Thanks for contributing an answer to Space Exploration Stack Exchange!


  • Please be sure to answer the question. Provide details and share your research!

But avoid


  • Asking for help, clarification, or responding to other answers.

  • Making statements based on opinion; back them up with references or personal experience.

Use MathJax to format equations. MathJax reference.

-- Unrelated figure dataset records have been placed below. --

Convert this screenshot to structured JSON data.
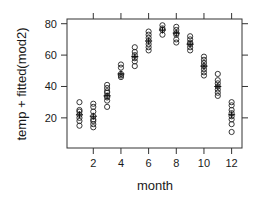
{
  "chart_data": {
    "type": "scatter",
    "title": "",
    "xlabel": "month",
    "ylabel": "temp + fitted(mod2)",
    "xlim": [
      0.1,
      12.75
    ],
    "ylim": [
      0.8,
      83
    ],
    "x_ticks": [
      2,
      4,
      6,
      8,
      10,
      12
    ],
    "y_ticks": [
      20,
      40,
      60,
      80
    ],
    "grid": false,
    "legend": null,
    "series": [
      {
        "name": "observed",
        "marker": "open-circle",
        "points": [
          {
            "month": 1,
            "values": [
              30,
              25,
              24,
              22,
              20,
              18,
              15
            ]
          },
          {
            "month": 2,
            "values": [
              29,
              27,
              24,
              21,
              19,
              18,
              16,
              14
            ]
          },
          {
            "month": 3,
            "values": [
              41,
              39,
              37,
              36,
              34,
              33,
              31,
              27
            ]
          },
          {
            "month": 4,
            "values": [
              54,
              52,
              48,
              47,
              46
            ]
          },
          {
            "month": 5,
            "values": [
              65,
              62,
              60,
              58,
              56,
              53
            ]
          },
          {
            "month": 6,
            "values": [
              75,
              73,
              71,
              69,
              67,
              65,
              63
            ]
          },
          {
            "month": 7,
            "values": [
              79,
              77,
              76,
              73
            ]
          },
          {
            "month": 8,
            "values": [
              78,
              76,
              74,
              73,
              70,
              68
            ]
          },
          {
            "month": 9,
            "values": [
              72,
              70,
              68,
              67,
              65,
              63
            ]
          },
          {
            "month": 10,
            "values": [
              59,
              57,
              55,
              53,
              51,
              49,
              47
            ]
          },
          {
            "month": 11,
            "values": [
              48,
              44,
              42,
              40,
              38,
              36,
              34
            ]
          },
          {
            "month": 12,
            "values": [
              30,
              28,
              25,
              23,
              21,
              19,
              16,
              11
            ]
          }
        ]
      },
      {
        "name": "fitted",
        "marker": "plus",
        "points": [
          {
            "month": 1,
            "value": 22
          },
          {
            "month": 2,
            "value": 21
          },
          {
            "month": 3,
            "value": 34
          },
          {
            "month": 4,
            "value": 48
          },
          {
            "month": 5,
            "value": 59
          },
          {
            "month": 6,
            "value": 69
          },
          {
            "month": 7,
            "value": 76
          },
          {
            "month": 8,
            "value": 74
          },
          {
            "month": 9,
            "value": 67
          },
          {
            "month": 10,
            "value": 53
          },
          {
            "month": 11,
            "value": 40
          },
          {
            "month": 12,
            "value": 22
          }
        ]
      }
    ]
  }
}
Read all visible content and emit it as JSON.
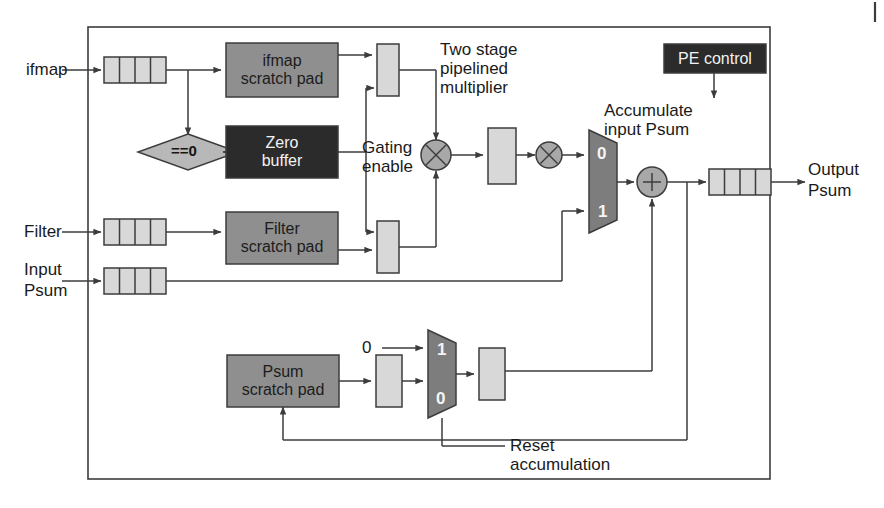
{
  "figure": {
    "colors": {
      "stroke": "#3c3c3c",
      "dark_block_fill": "#2b2b2b",
      "dark_block_text": "#f2f2f2",
      "gray_block_fill": "#8f8f8f",
      "light_reg_fill": "#d8d8d8",
      "mux_fill": "#7d7d7d",
      "op_circle_fill": "#a8a8a8",
      "background": "#ffffff",
      "text": "#1a1a1a"
    }
  },
  "io_labels": {
    "ifmap": "ifmap",
    "filter": "Filter",
    "input_psum_line1": "Input",
    "input_psum_line2": "Psum",
    "output_psum_line1": "Output",
    "output_psum_line2": "Psum"
  },
  "blocks": {
    "ifmap_scratch_pad": {
      "line1": "ifmap",
      "line2": "scratch pad",
      "style": "gray"
    },
    "zero_buffer": {
      "line1": "Zero",
      "line2": "buffer",
      "style": "dark"
    },
    "filter_scratch_pad": {
      "line1": "Filter",
      "line2": "scratch pad",
      "style": "gray"
    },
    "psum_scratch_pad": {
      "line1": "Psum",
      "line2": "scratch pad",
      "style": "gray"
    },
    "pe_control": {
      "line1": "PE control",
      "style": "dark"
    }
  },
  "annotations": {
    "two_stage_multiplier": "Two stage\npipelined\nmultiplier",
    "gating_enable": "Gating\nenable",
    "accumulate_input_psum": "Accumulate\ninput Psum",
    "reset_accumulation": "Reset\naccumulation",
    "zero_constant": "0",
    "comparator": "==0"
  },
  "mux_upper": {
    "name": "accumulate-input-psum-mux",
    "top_port": "0",
    "bottom_port": "1"
  },
  "mux_lower": {
    "name": "reset-accumulation-mux",
    "top_port": "1",
    "bottom_port": "0"
  },
  "operators": {
    "multiply_stage1": "×",
    "multiply_stage2": "×",
    "adder": "+"
  },
  "fifos": {
    "ifmap_fifo_cells": 4,
    "filter_fifo_cells": 4,
    "input_psum_fifo_cells": 4,
    "output_psum_fifo_cells": 4
  }
}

To learn more, see our tips on writing great answers.




draft saved


draft discarded














StackExchange.ready(
function ()
StackExchange.openid.initPostLogin('.new-post-login', 'https%3a%2f%2fspace.stackexchange.com%2fquestions%2f36181%2fwhat-is-the-velocity-distribution-of-the-exhaust-for-a-typical-rocket-engine%23new-answer', 'question_page');

);

Post as a guest















Required, but never shown





















































Required, but never shown














Required, but never shown












Required, but never shown







Required, but never shown

































Required, but never shown














Required, but never shown












Required, but never shown







Required, but never shown







Popular posts from this blog

Category:9 (number) SubcategoriesMedia in category "9 (number)"Navigation menuUpload mediaGND ID: 4485639-8Library of Congress authority ID: sh85091979ReasonatorScholiaStatistics

Circuit construction for execution of conditional statements using least significant bitHow are two different registers being used as “control”?How exactly is the stated composite state of the two registers being produced using the $R_zz$ controlled rotations?Efficiently performing controlled rotations in HHLWould this quantum algorithm implementation work?How to prepare a superposed states of odd integers from $1$ to $sqrtN$?Why is this implementation of the order finding algorithm not working?Circuit construction for Hamiltonian simulationHow can I invert the least significant bit of a certain term of a superposed state?Implementing an oracleImplementing a controlled sum operation

Magento 2 “No Payment Methods” in Admin New OrderHow to integrate Paypal Express Checkout with the Magento APIMagento 1.5 - Sales > Order > edit order and shipping methods disappearAuto Invoice Check/Money Order Payment methodAdd more simple payment methods?Shipping methods not showingWhat should I do to change payment methods if changing the configuration has no effects?1.9 - No Payment Methods showing upMy Payment Methods not Showing for downloadable/virtual product when checkout?Magento2 API to access internal payment methodHow to call an existing payment methods in the registration form?